FLIVO® Technology for Detecting Cell Death in Living Animals on Track for Further Development and Use in Cancer Research

4 Nov 2014
Sarah Thomas
Associate Editor

ImmunoChemistry Technologies (ICT), a Twin Cities-based company developing life science tools, has sold its proprietary and patented FLIVO® technology to a private equity firm that focuses on early stage development companies with promising technologies.

FLIVO is a powerful tool for quickly detecting apoptosis or programmed cell death in living laboratory animals. Within a few hours of injecting the animal, FLIVO’s florescent dye detects cells that are dying. While other technologies detect apoptosis in vitro or within cultured cells, FLIVO is unique because its detection tracers are non-toxic, cell-permeant reagents that can be used in live animals.

“FLIVO has the potential to revolutionize cancer treatment," said Brian W. Lee, Ph.D., ICT president and co-founder.

"We knew FLIVO had huge potential in cancer research,” said Brian W. Lee, Ph.D., ICT president and co-founder. “But as a small company focused on research and development, we also knew it would be nearly impossible for us to obtain FDA approval and commercialize FLIVO on our own. This acquisition is exactly what we had hoped for.

“FLIVO has the potential to revolutionize cancer treatment by monitoring the efficacy of chemotherapy,” Dr. Lee said. “If chemotherapy is working, dying tumor cells will quickly take up and retain the fluorescent dye labeled FLIVO probes, enabling them to fluoresce using whole animal imaging technology. Conversely, if the treatment is not working or the dose is too low, no significant increase in tumor cell fluorescence will be detected.”

Because FLIVO is a general biomarker for cell death, it has many other potential applications such as imaging brain cells after a stroke, the heart after a cardiac event, or the eyes to detect and prevent future cell damage. Early detection of cell death enables clinicians to evaluate treatment regimens, monitor side effects, calculate dose-response, and personalize medication for each patient.

Since its introduction in the biomedical research market in 2005, researchers have used FLIVO extensively to understand a variety of different basic biological events. FLIVO was awarded a U.S. patent in May 2012 as a method for determining the presence of eye disease such as macular degeneration. FLIVO has also shown that curcumin, the primary ingredient in curry, inhibits Alzheimer’s disease, and that diabetes causes brain damage. In 2008, FLIVO won the New Technology Showcase award from Life Science Alley.

“Selling our FLIVO technology enables us to concentrate on developing additional tools for life-science research and further our understanding of how the cell lives and dies,” Dr. Lee said.

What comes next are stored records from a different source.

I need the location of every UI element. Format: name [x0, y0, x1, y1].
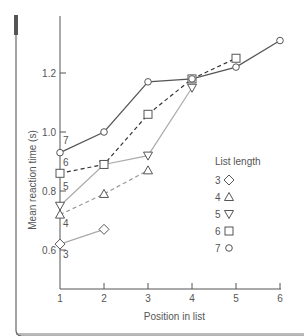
- triangle-up-marker-icon: [100, 189, 109, 197]
- series-line-7: [60, 41, 280, 153]
- y-axis-label: Mean reaction time (s): [27, 130, 38, 229]
- y-tick-label: 1.0: [42, 127, 56, 138]
- series-line-5: [60, 88, 192, 206]
- series-line-3: [60, 229, 104, 244]
- square-marker-icon: [232, 54, 240, 62]
- circle-marker-icon: [101, 129, 108, 136]
- legend-triangle-down-icon: [225, 211, 234, 219]
- circle-marker-icon: [277, 37, 284, 44]
- legend-label-3: 3: [215, 175, 221, 186]
- series-annotation-4: 4: [63, 218, 69, 229]
- legend-diamond-icon: [224, 175, 234, 185]
- square-marker-icon: [144, 110, 152, 118]
- y-tick-label: 0.6: [42, 245, 56, 256]
- x-tick-label: 5: [233, 293, 239, 304]
- square-marker-icon: [100, 160, 108, 168]
- circle-marker-icon: [57, 149, 64, 156]
- diamond-marker-icon: [99, 224, 109, 234]
- triangle-down-marker-icon: [56, 202, 65, 210]
- series-annotation-5: 5: [63, 181, 69, 192]
- y-tick-label: 1.2: [42, 68, 56, 79]
- legend-label-5: 5: [215, 209, 221, 220]
- circle-marker-icon: [189, 76, 196, 83]
- chart: 0.60.81.01.2123456Position in listMean r…: [0, 0, 304, 336]
- circle-marker-icon: [233, 64, 240, 71]
- series-annotation-6: 6: [63, 157, 69, 168]
- x-tick-label: 4: [189, 293, 195, 304]
- legend-label-7: 7: [215, 243, 221, 254]
- legend-triangle-up-icon: [225, 193, 234, 201]
- triangle-up-marker-icon: [56, 210, 65, 218]
- legend-title: List length: [215, 156, 261, 167]
- series-annotation-7: 7: [63, 135, 69, 146]
- circle-marker-icon: [145, 79, 152, 86]
- diamond-marker-icon: [55, 239, 65, 249]
- x-tick-label: 2: [101, 293, 107, 304]
- x-tick-label: 3: [145, 293, 151, 304]
- y-tick-label: 0.8: [42, 186, 56, 197]
- legend-label-4: 4: [215, 192, 221, 203]
- x-tick-label: 1: [57, 293, 63, 304]
- legend-square-icon: [225, 227, 233, 235]
- legend-label-6: 6: [215, 226, 221, 237]
- triangle-down-marker-icon: [188, 84, 197, 92]
- square-marker-icon: [56, 169, 64, 177]
- frame-accent-bar: [14, 15, 18, 35]
- x-tick-label: 6: [277, 293, 283, 304]
- triangle-up-marker-icon: [144, 166, 153, 174]
- x-axis-label: Position in list: [144, 311, 205, 322]
- frame-border: [16, 35, 304, 336]
- legend-circle-icon: [226, 245, 233, 252]
- series-annotation-3: 3: [63, 249, 69, 260]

Majority women-owned, ICT develops tools and technologies that enable researchers to discover new drugs and treatments for cancer and other diseases affecting both animals and humans. For the past 20 years, ICT has consistently achieved double-digit growth thanks to a solid customer base with an international distributor network serving labs all over the world.

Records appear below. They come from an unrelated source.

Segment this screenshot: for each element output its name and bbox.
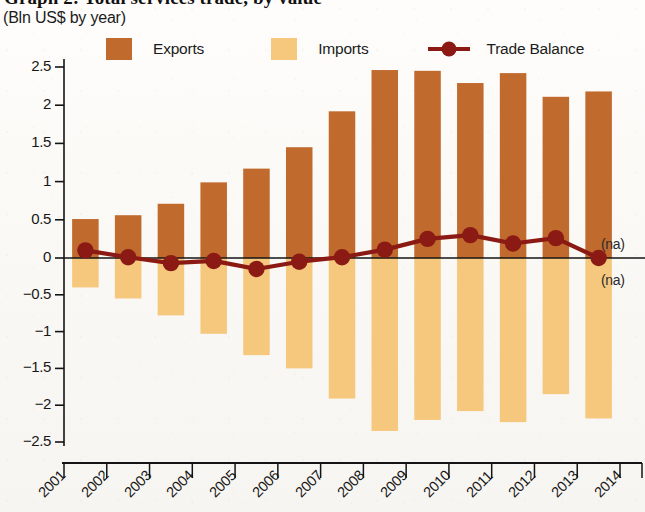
chart-container: Graph 2: Total services trade, by value …	[0, 0, 645, 512]
trade-balance-point-2002	[120, 249, 136, 265]
bar-exports-2005	[243, 169, 270, 258]
na-label-below-zero: (na)	[601, 272, 625, 288]
bar-exports-2008	[372, 70, 399, 258]
bar-imports-2012	[543, 258, 570, 394]
bar-imports-2004	[200, 258, 227, 334]
trade-balance-point-2012	[548, 230, 564, 246]
y-tick-label-7: −1	[35, 322, 51, 339]
bar-exports-2009	[414, 71, 441, 258]
trade-balance-point-2001	[77, 242, 93, 258]
bar-imports-2001	[72, 258, 99, 287]
y-tick-label-2: 1.5	[31, 133, 51, 150]
bar-exports-2007	[329, 111, 356, 258]
y-tick-label-4: 0.5	[31, 210, 51, 227]
bar-exports-2013	[585, 91, 612, 258]
bar-imports-2010	[457, 258, 484, 411]
bar-imports-2011	[500, 258, 527, 422]
bar-imports-2007	[329, 258, 356, 399]
bar-exports-2004	[200, 182, 227, 258]
na-label-above-zero: (na)	[601, 236, 625, 252]
y-tick-label-0: 2.5	[31, 57, 51, 74]
bar-exports-2006	[286, 147, 313, 258]
trade-balance-point-2005	[248, 261, 264, 277]
bars-imports	[72, 258, 612, 431]
y-tick-label-8: −1.5	[23, 358, 51, 375]
bar-imports-2008	[372, 258, 399, 431]
trade-balance-point-2007	[334, 249, 350, 265]
plot-area: 2.521.510.50−0.5−1−1.5−2−2.5 20012002200…	[0, 0, 645, 512]
trade-balance-point-2006	[291, 253, 307, 269]
trade-balance-point-2004	[205, 253, 221, 269]
bar-imports-2009	[414, 258, 441, 420]
y-tick-label-5: 0	[43, 248, 51, 265]
trade-balance-point-2009	[419, 231, 435, 247]
trade-balance-point-2010	[462, 227, 478, 243]
plot-svg	[0, 0, 645, 512]
y-tick-label-3: 1	[43, 172, 51, 189]
trade-balance-point-2008	[377, 241, 393, 257]
bar-imports-2006	[286, 258, 313, 368]
y-tick-label-1: 2	[43, 95, 51, 112]
bars-exports	[72, 70, 612, 258]
bar-exports-2003	[158, 204, 185, 258]
y-tick-label-9: −2	[35, 395, 51, 412]
y-tick-label-10: −2.5	[23, 432, 51, 449]
bar-exports-2011	[500, 73, 527, 258]
trade-balance-point-2011	[505, 235, 521, 251]
y-tick-label-6: −0.5	[23, 285, 51, 302]
trade-balance-point-2013	[590, 250, 606, 266]
trade-balance-point-2003	[163, 255, 179, 271]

Sally A. Hed, Vice President of Marketing and Operations at ImmunoChemistry Technologies“Because everyone’s metabolism is different, cancer doesn’t affect everyone in the same way,” said Sally Hed, ICT V.P. of marketing and sales. “Our goal is to develop technologies to understand those differences and help biomedical researchers make contributions to the global fight against cancer and other diseases. The sale of our FLIVO technology will accelerate research and put it on the fast track for human clinical use worldwide.”

In addition to making a wide array of reagents and assays that detect apoptosis and caspases – the enzymes involved in apoptosis – ICT also makes ELISA blocking buffers, wash buffers and other ELISA solutions needed by researchers to develop their own novel ELISA testing tools. Enzyme-linked immunosorbent assay technology or ELISA revolutionized immunology research over 30 years ago by enabling researchers to detect and quantify specific proteins present in biological fluids. ELISA testing is commonly used in home pregnancy tests and in medical research labs all over the world.

ICT’s customers include many established and published biomedical research scientists at leading universities like Harvard, Yale, Vanderbilt, and the University of Minnesota as well as cancer research centers such as Fred Hutchinson Cancer Research Center, Moffitt Cancer Center, MD Anderson Cancer Center, and research institutions such as the NIH, Howard Hughes Medical Institute and the Karolinska Institute.